The eleven women were Vera Andrus (1896-1976), Ruth Gibson Butler (1891-1981), Anne M. Conklin (1925-1975), Katherine Moore Cushman (1916-1991), Ann Elizabeth Donnelly (1924-1984), Daisy Elizabeth Elliott (1919-2015), Adelaide Julia Hart (1900-1995), Lillian Hatcher (1915-1998), Dorothy Leonard Judd (1898-1989), Ella Demmink Koeze (1905-1986) and Marjorie Frances McGowan (1930-1980).
[1] The eleven were appointed to 11 of the fourteen committees of the Constitutional convention, and three would serve as vice-chairs, though none were chairs.
The delegates were from Port Huron, Houghton, Livonia, Dearborn, Highland Park, Detroit and Grand Rapids, Michigan.
[1] Dorothy Leonard Judd was a civic leader and activist, born in 1898 in Grand Rapids, Michigan, where she grew up.
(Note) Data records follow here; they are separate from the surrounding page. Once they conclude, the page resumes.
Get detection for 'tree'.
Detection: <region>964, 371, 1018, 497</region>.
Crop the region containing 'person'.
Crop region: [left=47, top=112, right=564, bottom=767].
She was a large promoter of the Constitutional convention, giving speeches, writing letters, and urging people to vote for the measure.
Upon the calling of the convention, Cushman served on Local Government, and Style and Drafting Committees.
A lifelong Republican, she served as a school teacher, and was later elected to be a delegate to the Michigan state constitutional convention.
She served on the Commission for the Equality of Women and was appointed by William Milliken as a delegate to the White House Conference on Problems of the Aging.